Thinking about goals you want to achieve in six months can be challenging. Here are some questions and suggestions that can help you find the mental space for paving the way to a better version of yourself.
At Hotjar we have performance reviews every six months. This process generates a lot of peer feedback on one’s strengths and career opportunities—plus it provides a space for thinking about future growth. Susanna has posted some great tips on how to digest this feedback and make it actionable. As peer feedback tends to get more generic as one becomes more senior, this post outlines some resources that are helpful in specific goal setting for the next few months.
I invite you to grab a cuppa and some pen and paper and follow these few steps to identify which goals matter for your career progression.
1. [5m] Brain dump—what’s on your mind?
Our mind is usually cluttered with thoughts about the present or near future. Let’s start by listing those thoughts so we can consider them later.
Make a list of the things on your mind, things you have been postponing, things that worry you because they are close to their breaking point, pending follow-ups, etc. Write it all down. Now put that list aside for now.
2. [15m] Tech laundry list—what needs to be done
Write out (or type out) a laundry list of tasks/projects you think the team needs to work on in the near future.
Think of it as a backlog of tech tasks to bring the code and infra to a better place where you can be proud of how well it serves our users.
You might want to look into the team backlog for inspiration. If you have a North Star document for your team, now is a good time to resurrect it and see what steps you need to take to reach it.
3. [20m] Focus on the destination — keep your eye on the prize
Now it’s time to think about how you want to grow in your current role—or what you need to do to switch roles if you are aiming for that.
Consider these questions:
- What are your career aspirations?
- What do you want to know in a year that you don’t know now?
- What interests you? What articles/books do you read?
- Look at the seniority criteria for your current role and your aspired role. What skills do you need to hone to help your growth?
- What opportunities came out of your last performance review?
You guessed it, put all these responses in a list, we’ll need it later.
4. [25m] Look for the opportunities — watch for blind spots
After this introspective phase, it’s time to zoom out, to take into consideration higher-level goals. Different companies have different ways of communicating strategy and focus areas. Whether it’s KPIs, OKRs, KPAs or something else, dig up strategic guidance and investigate how it dribbles down to your team and role.
There might also be more horizontal initiatives to become familiar with such as Chapter Group Projects, North Star Initiatives and Golden Path direction.
Here you may see gaps that you are interested in filling, for example. suggesting a new chapter topic or pitching a new initiative for your team in alignment with the Department OKRs. These are excellent material for open-ended goals (see section 5)
5. [30m] Write your plan — pulling it all together
The plan
The follow up of a performance review is a development plan. A development plan is how we describe and track goals for the next six months. It provides a basis for one-on-one conversations on growth and helps your lead highlight practical opportunities for reaching those goals.
A development plan is in essence a set of personal OKRs. It includes a couple of broad goals — think of these as the areas you want to focus on. For each goal, we set two outcomes, where we describe the better situation we want to be in in a few months' time. These outcomes are split into specific actions that will lead to the improved situation we want to achieve.
Broad goals
Take a look at your answers and ideas in numbers three and four. From this, try to come up with two broad and open-ended goals.
The best goals will overlap between what you want to achieve and what the company is trying to achieve. Try to find aligning themes, as it will increase your chances of success.
Examples of broad open-ended goals
- Identify opportunities for improvement/innovation in our area of ownership
- Improve knowledge sharing and collaboration around data visualization
- Invest more time in increasing technical expertise
Outcomes and outputs
Now try to come up with an outcome-based objective. This is probably the hardest part.
So I suggest you try to aim for a direction here, rather than a specific output. This allows for flexibility in your approach—and as time goes by you can adapt the outputs which achieve the outcome if the original ones no longer become outdated.
The list you made in step two will help you here. Your list likely contains actions or tasks, but you can group them if they achieve a common outcome, for example:
- Increasing our test coverage by 50%
- Working with multiple teams on a shared vision for DataViz
- Build awareness to be able to propose a NorthStar direction
Putting it all together
The result will look like this:
Invest more time in topics related to the expertise criteria
- Build awareness to be able to propose a North Star direction (outcome-based objective)
- Complete a Micro FE course (specific task)
- Document modern libraries and how our code can benefit from them (specific task)
If you get stuck in the writing part, just list the open-ended goals and specific tasks, and reach out to your lead or manager to help you put it all together in a coherent way.
If you made it to this point, you might have noticed that you haven’t used the list you made in stage one. Take a look at it again — did any long-term themes surface in your goals? Do you need to tweak anything in your development plan based on this list? Probably not, the aim of this list was mostly to help clear your mind of the imminent needs and focus a little bit more on the long term!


- [WHAT YOU ARE ASKED TO DO]:
Repeat, without any change, the entries presented below.

- [EXCERPTED DATA]:

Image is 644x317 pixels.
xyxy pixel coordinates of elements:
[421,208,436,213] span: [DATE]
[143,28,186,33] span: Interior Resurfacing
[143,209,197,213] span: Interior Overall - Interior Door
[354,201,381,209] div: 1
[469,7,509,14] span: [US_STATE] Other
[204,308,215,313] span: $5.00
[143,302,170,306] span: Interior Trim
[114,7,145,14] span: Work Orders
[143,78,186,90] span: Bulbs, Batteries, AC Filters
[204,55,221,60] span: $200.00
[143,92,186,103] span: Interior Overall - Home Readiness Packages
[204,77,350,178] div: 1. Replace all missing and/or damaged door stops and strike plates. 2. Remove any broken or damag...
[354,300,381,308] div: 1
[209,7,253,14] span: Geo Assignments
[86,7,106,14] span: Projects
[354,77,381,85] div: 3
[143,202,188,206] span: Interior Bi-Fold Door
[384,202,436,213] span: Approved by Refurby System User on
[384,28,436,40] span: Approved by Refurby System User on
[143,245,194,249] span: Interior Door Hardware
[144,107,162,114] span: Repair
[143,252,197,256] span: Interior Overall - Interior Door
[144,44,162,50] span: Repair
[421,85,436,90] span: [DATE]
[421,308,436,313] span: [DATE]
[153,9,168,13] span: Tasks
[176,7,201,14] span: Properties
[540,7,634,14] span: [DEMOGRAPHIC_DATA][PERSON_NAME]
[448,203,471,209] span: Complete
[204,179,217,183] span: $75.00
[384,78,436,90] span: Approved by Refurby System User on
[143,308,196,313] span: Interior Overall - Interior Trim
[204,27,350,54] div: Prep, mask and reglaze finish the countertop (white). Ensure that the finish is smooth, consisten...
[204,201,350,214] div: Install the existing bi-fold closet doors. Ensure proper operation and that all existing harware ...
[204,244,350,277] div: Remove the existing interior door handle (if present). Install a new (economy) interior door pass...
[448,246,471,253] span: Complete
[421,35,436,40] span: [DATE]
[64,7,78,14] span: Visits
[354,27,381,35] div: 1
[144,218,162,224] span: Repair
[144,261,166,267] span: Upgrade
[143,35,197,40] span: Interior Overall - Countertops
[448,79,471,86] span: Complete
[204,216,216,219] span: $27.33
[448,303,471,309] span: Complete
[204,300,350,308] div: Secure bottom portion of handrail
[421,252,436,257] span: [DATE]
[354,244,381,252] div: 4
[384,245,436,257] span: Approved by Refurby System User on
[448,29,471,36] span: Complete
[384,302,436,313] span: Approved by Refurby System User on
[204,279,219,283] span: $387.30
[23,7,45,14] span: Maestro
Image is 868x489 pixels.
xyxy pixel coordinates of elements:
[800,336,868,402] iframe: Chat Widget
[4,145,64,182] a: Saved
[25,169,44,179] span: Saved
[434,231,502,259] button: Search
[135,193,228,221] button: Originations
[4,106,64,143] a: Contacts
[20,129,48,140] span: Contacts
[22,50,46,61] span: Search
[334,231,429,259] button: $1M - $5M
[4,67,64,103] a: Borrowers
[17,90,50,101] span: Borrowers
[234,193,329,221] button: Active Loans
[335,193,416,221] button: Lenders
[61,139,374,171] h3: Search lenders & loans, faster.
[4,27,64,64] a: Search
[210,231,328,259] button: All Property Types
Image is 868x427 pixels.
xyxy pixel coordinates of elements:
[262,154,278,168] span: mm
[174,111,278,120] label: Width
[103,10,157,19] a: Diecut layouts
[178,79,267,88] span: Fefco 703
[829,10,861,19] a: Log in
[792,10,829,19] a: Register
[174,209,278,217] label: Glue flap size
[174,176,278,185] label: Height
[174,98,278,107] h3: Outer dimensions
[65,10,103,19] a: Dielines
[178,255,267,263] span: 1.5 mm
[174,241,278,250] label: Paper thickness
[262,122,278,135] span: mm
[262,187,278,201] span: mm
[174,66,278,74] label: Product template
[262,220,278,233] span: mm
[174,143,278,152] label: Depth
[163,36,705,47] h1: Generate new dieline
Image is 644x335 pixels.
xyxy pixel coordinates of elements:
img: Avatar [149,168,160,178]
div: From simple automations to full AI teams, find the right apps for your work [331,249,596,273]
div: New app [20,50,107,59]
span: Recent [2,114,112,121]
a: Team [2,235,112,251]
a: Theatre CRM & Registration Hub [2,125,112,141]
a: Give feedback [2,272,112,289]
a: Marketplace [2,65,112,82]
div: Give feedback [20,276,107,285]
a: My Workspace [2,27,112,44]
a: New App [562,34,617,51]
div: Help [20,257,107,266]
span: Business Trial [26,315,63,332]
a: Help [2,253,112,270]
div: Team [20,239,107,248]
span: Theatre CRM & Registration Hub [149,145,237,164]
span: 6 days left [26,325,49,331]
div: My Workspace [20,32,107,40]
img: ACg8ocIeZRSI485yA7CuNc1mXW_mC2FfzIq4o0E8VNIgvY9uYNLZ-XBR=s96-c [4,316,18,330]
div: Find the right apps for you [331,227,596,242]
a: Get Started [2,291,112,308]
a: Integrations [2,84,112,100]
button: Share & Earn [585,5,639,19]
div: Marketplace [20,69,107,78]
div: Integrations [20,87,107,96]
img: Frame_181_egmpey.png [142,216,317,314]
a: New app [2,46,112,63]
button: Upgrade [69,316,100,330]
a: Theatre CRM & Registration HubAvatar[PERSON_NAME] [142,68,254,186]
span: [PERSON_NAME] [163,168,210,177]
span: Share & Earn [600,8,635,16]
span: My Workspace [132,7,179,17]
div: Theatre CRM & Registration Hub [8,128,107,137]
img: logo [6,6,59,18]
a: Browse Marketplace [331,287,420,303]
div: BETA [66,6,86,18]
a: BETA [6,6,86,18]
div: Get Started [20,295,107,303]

- [SOLUTION TO THE PROBLEM]:
Image is 644x317 pixels.
xyxy pixel coordinates of elements:
[421,208,436,213] span: [DATE]
[143,28,186,33] span: Interior Resurfacing
[143,209,197,213] span: Interior Overall - Interior Door
[354,201,381,209] div: 1
[469,7,509,14] span: [US_STATE] Other
[204,308,215,313] span: $5.00
[143,302,170,306] span: Interior Trim
[114,7,145,14] span: Work Orders
[143,78,186,90] span: Bulbs, Batteries, AC Filters
[204,55,221,60] span: $200.00
[143,92,186,103] span: Interior Overall - Home Readiness Packages
[204,77,350,178] div: 1. Replace all missing and/or damaged door stops and strike plates. 2. Remove any broken or damag...
[354,300,381,308] div: 1
[209,7,253,14] span: Geo Assignments
[86,7,106,14] span: Projects
[354,77,381,85] div: 3
[143,202,188,206] span: Interior Bi-Fold Door
[384,202,436,213] span: Approved by Refurby System User on
[384,28,436,40] span: Approved by Refurby System User on
[143,245,194,249] span: Interior Door Hardware
[144,107,162,114] span: Repair
[143,252,197,256] span: Interior Overall - Interior Door
[144,44,162,50] span: Repair
[421,85,436,90] span: [DATE]
[421,308,436,313] span: [DATE]
[153,9,168,13] span: Tasks
[176,7,201,14] span: Properties
[540,7,634,14] span: [DEMOGRAPHIC_DATA][PERSON_NAME]
[448,203,471,209] span: Complete
[204,179,217,183] span: $75.00
[384,78,436,90] span: Approved by Refurby System User on
[143,308,196,313] span: Interior Overall - Interior Trim
[204,27,350,54] div: Prep, mask and reglaze finish the countertop (white). Ensure that the finish is smooth, consisten...
[204,201,350,214] div: Install the existing bi-fold closet doors. Ensure proper operation and that all existing harware ...
[204,244,350,277] div: Remove the existing interior door handle (if present). Install a new (economy) interior door pass...
[448,246,471,253] span: Complete
[421,35,436,40] span: [DATE]
[64,7,78,14] span: Visits
[354,27,381,35] div: 1
[144,218,162,224] span: Repair
[144,261,166,267] span: Upgrade
[143,35,197,40] span: Interior Overall - Countertops
[448,79,471,86] span: Complete
[204,216,216,219] span: $27.33
[448,303,471,309] span: Complete
[204,300,350,308] div: Secure bottom portion of handrail
[421,252,436,257] span: [DATE]
[354,244,381,252] div: 4
[384,245,436,257] span: Approved by Refurby System User on
[448,29,471,36] span: Complete
[384,302,436,313] span: Approved by Refurby System User on
[204,279,219,283] span: $387.30
[23,7,45,14] span: Maestro
Image is 868x489 pixels.
xyxy pixel coordinates of elements:
[800,336,868,402] iframe: Chat Widget
[4,145,64,182] a: Saved
[25,169,44,179] span: Saved
[434,231,502,259] button: Search
[135,193,228,221] button: Originations
[4,106,64,143] a: Contacts
[20,129,48,140] span: Contacts
[22,50,46,61] span: Search
[334,231,429,259] button: $1M - $5M
[4,67,64,103] a: Borrowers
[17,90,50,101] span: Borrowers
[234,193,329,221] button: Active Loans
[335,193,416,221] button: Lenders
[61,139,374,171] h3: Search lenders & loans, faster.
[4,27,64,64] a: Search
[210,231,328,259] button: All Property Types
Image is 868x427 pixels.
xyxy pixel coordinates of elements:
[262,154,278,168] span: mm
[174,111,278,120] label: Width
[103,10,157,19] a: Diecut layouts
[178,79,267,88] span: Fefco 703
[829,10,861,19] a: Log in
[792,10,829,19] a: Register
[174,209,278,217] label: Glue flap size
[174,176,278,185] label: Height
[174,98,278,107] h3: Outer dimensions
[65,10,103,19] a: Dielines
[178,255,267,263] span: 1.5 mm
[174,241,278,250] label: Paper thickness
[262,122,278,135] span: mm
[262,187,278,201] span: mm
[174,66,278,74] label: Product template
[262,220,278,233] span: mm
[174,143,278,152] label: Depth
[163,36,705,47] h1: Generate new dieline
Image is 644x335 pixels.
xyxy pixel coordinates of elements:
img: Avatar [149,168,160,178]
div: From simple automations to full AI teams, find the right apps for your work [331,249,596,273]
div: New app [20,50,107,59]
span: Recent [2,114,112,121]
a: Team [2,235,112,251]
a: Theatre CRM & Registration Hub [2,125,112,141]
a: Give feedback [2,272,112,289]
a: Marketplace [2,65,112,82]
div: Give feedback [20,276,107,285]
a: My Workspace [2,27,112,44]
a: New App [562,34,617,51]
div: Help [20,257,107,266]
span: Business Trial [26,315,63,332]
a: Help [2,253,112,270]
div: Team [20,239,107,248]
span: Theatre CRM & Registration Hub [149,145,237,164]
span: 6 days left [26,325,49,331]
div: My Workspace [20,32,107,40]
img: ACg8ocIeZRSI485yA7CuNc1mXW_mC2FfzIq4o0E8VNIgvY9uYNLZ-XBR=s96-c [4,316,18,330]
div: Find the right apps for you [331,227,596,242]
a: Get Started [2,291,112,308]
a: Integrations [2,84,112,100]
button: Share & Earn [585,5,639,19]
div: Marketplace [20,69,107,78]
div: Integrations [20,87,107,96]
img: Frame_181_egmpey.png [142,216,317,314]
a: New app [2,46,112,63]
button: Upgrade [69,316,100,330]
a: Theatre CRM & Registration HubAvatar[PERSON_NAME] [142,68,254,186]
span: [PERSON_NAME] [163,168,210,177]
span: Share & Earn [600,8,635,16]
span: My Workspace [132,7,179,17]
div: Theatre CRM & Registration Hub [8,128,107,137]
img: logo [6,6,59,18]
a: Browse Marketplace [331,287,420,303]
div: BETA [66,6,86,18]
a: BETA [6,6,86,18]
div: Get Started [20,295,107,303]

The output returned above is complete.